I brought this example because you added to your MS quotas funding  
suggestion this wise comment: "Maybe this requires some kind of  
"membership" in which participants get certified as belonging to some  
sector and once so recognized, assume some kind of honorary  
obligation to meet those quotas.", and indeed I agree that this  
funding system would require this. Maybe this wouldn't make it a  
sharp prerequisite for participation, as the IGF is not an agency  
like the ITU, but rather a yet loosely defined forum, but in practice  
and through this kind of institutionalization, this would eventually  
become a necessary condition. Even in its current form, participation  
to the IGF meetings requires registration, and registration approval  
is based on criteria.

>> [and speaking of learning from existing examples, setting up
>> something new outside of the UN system may well look like
>> ICANN, even leaving aside the US DoC issue.
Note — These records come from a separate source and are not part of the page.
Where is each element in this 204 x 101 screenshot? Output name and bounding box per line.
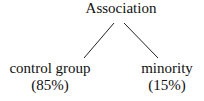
root-label: Association (80, 0, 162, 17)
edge-root-to-minority (124, 23, 158, 58)
control-group-percent: (85%) (4, 77, 96, 94)
control-group-label: control group (4, 60, 96, 77)
edge-root-to-control-group (84, 23, 114, 58)
root-node: Association (80, 0, 162, 17)
minority-label: minority (134, 60, 200, 77)
child-node-control-group: control group (85%) (4, 60, 96, 94)
minority-percent: (15%) (134, 77, 200, 94)
child-node-minority: minority (15%) (134, 60, 200, 94)
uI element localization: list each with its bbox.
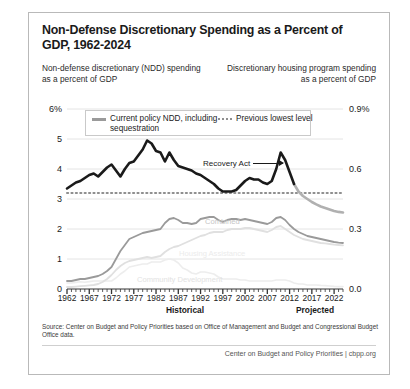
y-tick-right-1: 0.3: [349, 229, 362, 239]
x-tick-1997: 1997: [213, 293, 232, 303]
x-tick-1987: 1987: [169, 293, 188, 303]
chart-title: Non-Defense Discretionary Spending as a …: [42, 23, 372, 52]
series-label-community-development: Community Development: [137, 275, 222, 284]
era-label-historical: Historical: [166, 305, 204, 315]
y-tick-left-5: 5: [57, 139, 62, 149]
x-tick-1962: 1962: [58, 293, 77, 303]
source-note: Source: Center on Budget and Policy Prio…: [42, 323, 378, 339]
x-tick-2012: 2012: [280, 293, 299, 303]
x-tick-1982: 1982: [147, 293, 166, 303]
chart-svg: [67, 109, 343, 289]
x-tick-2022: 2022: [325, 293, 344, 303]
y-tick-left-3: 3: [57, 199, 62, 209]
legend-item-current-policy: Current policy NDD, including sequestrat…: [110, 114, 220, 134]
y-tick-left-4: 4: [57, 169, 62, 179]
x-tick-1992: 1992: [191, 293, 210, 303]
y-tick-left-2: 2: [57, 229, 62, 239]
x-tick-2002: 2002: [236, 293, 255, 303]
subtitle-left-axis: Non-defense discretionary (NDD) spending…: [42, 63, 202, 84]
x-tick-1972: 1972: [102, 293, 121, 303]
chart-legend: Current policy NDD, including sequestrat…: [85, 110, 311, 136]
subtitle-right-axis: Discretionary housing program spending a…: [216, 63, 376, 84]
era-label-projected: Projected: [296, 305, 334, 315]
annotation-arrow-icon: [253, 163, 283, 164]
footer-credit: Center on Budget and Policy Priorities |…: [225, 350, 376, 357]
plot-canvas: 0123456% 0.00.30.60.9% 19621967197219771…: [67, 109, 343, 289]
x-tick-2007: 2007: [258, 293, 277, 303]
series-label-combined: Combined: [205, 217, 240, 226]
x-tick-1977: 1977: [124, 293, 143, 303]
x-tick-2017: 2017: [303, 293, 322, 303]
legend-dotted-swatch: [218, 118, 232, 120]
y-tick-right-2: 0.6: [349, 169, 362, 179]
annotation-recovery-act-text: Recovery Act: [203, 159, 250, 168]
y-tick-right-0: 0.0: [349, 289, 362, 299]
footer-divider: [42, 345, 376, 346]
y-tick-right-3: 0.9%: [349, 109, 370, 119]
legend-item-previous-lowest: Previous lowest level: [236, 114, 316, 124]
x-tick-1967: 1967: [80, 293, 99, 303]
y-tick-left-1: 1: [57, 259, 62, 269]
annotation-recovery-act: Recovery Act: [203, 159, 283, 168]
chart-card: Non-Defense Discretionary Spending as a …: [28, 12, 390, 375]
y-tick-left-6: 6%: [49, 109, 62, 119]
legend-solid-swatch: [92, 118, 106, 121]
series-label-housing-assistance: Housing Assistance: [179, 249, 245, 258]
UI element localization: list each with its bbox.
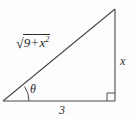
triangle-drawing [0, 0, 134, 119]
radicand: 9+x2 [23, 34, 51, 49]
right-triangle-figure: √9+x2 x 3 θ [0, 0, 134, 119]
angle-theta-label: θ [30, 83, 36, 95]
angle-arc-icon [25, 87, 29, 101]
radicand-exponent: 2 [45, 35, 49, 44]
radical-expression: √9+x2 [16, 34, 50, 51]
radicand-operator: + [30, 35, 39, 50]
hypotenuse-label: √9+x2 [16, 34, 50, 51]
adjacent-side-label: 3 [59, 104, 65, 116]
right-angle-marker-icon [107, 93, 115, 101]
opposite-side-label: x [120, 55, 125, 67]
hypotenuse-line [3, 9, 115, 101]
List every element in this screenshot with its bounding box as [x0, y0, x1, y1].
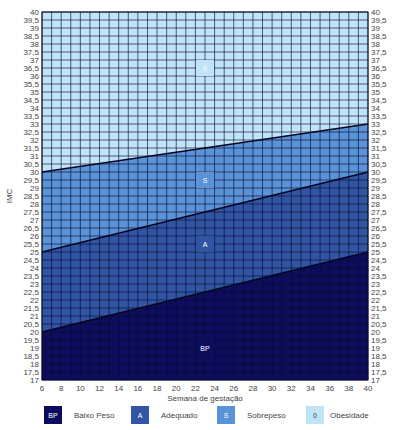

Would anyone
>> (except Veni:)) here argue that ICANN would be the example
>
> You can't compare ICANN to IGF because ICANN really does authoritative
> governance [...]. IGF would do none of
> those things.

In exactly the same way and for the same reasons as we cannot compare  
ITU to IGF. The point is not to make comparisons, but to provide  
examples of risks to be avoided. How long do you think it would take  
to IGF doing actual governance, as soon as privatized governance is  
institutionalized through a shareholders funding system?

>
>> Why IGF financing would necessarily require huge amounts of
>> money?
>
> It doesn't, who said it does?

So, we agree on this, just like we agree that the point is funding a  
secretariat. Not grants for participation from less developed  
countries, not sponsorship of particular events, etc., which should  
remain funded through other means. And this leads us to the IGF  
structuring, as the issues are closely interrelated. If you don't  
mind, I'd repeat below the last part of my previous mail, which  
remained unanswered:

===
This is not a financing question only. This is closely related to the  
IGF institutional structure discussion ("bureau or not bureau"). All  
the proposals and ideas droped on this list started with a very  
complex structure trying to ensure representation of all stakeholders  
while denying this representation objectives, and ended by ensuring  
that this bureau/secretariat/whatever shouldn't of course have any  
decision-making powers. Why then should they obey a so thoroughly  
devised membership?

Let's try to answer a very simple question: wouldn't it be possible  
to organize the whole IGF activities with a secretariat composed by X  
persons, who can be civil servants delegated by some governments in  
turn, plus some project officers from various concerned IGOs, also in  
turn, plus local logistics provided by the host country for each  
annual meeting (with sponsors of _this_ particular event if needed,  
from any economic sector: after all, such international events are  
good for e.g. the tourism sector, probably more than for the Internet  
sector, given their achievements...). These people skills should only  
be organizational, administrative. Substance (agenda setting, etc.)  
provided by contributions from anyone/any group/any institution  
interested. We only need some rules to organize all this and to  
guarantee that anyone/any group/any institution has equal/equitable  
access to resources. Working on such rules would be far more  
interesting that discussing ways of structuring and financing IGF.
===

To make my point clearer, why do we need a MAG or a bureau?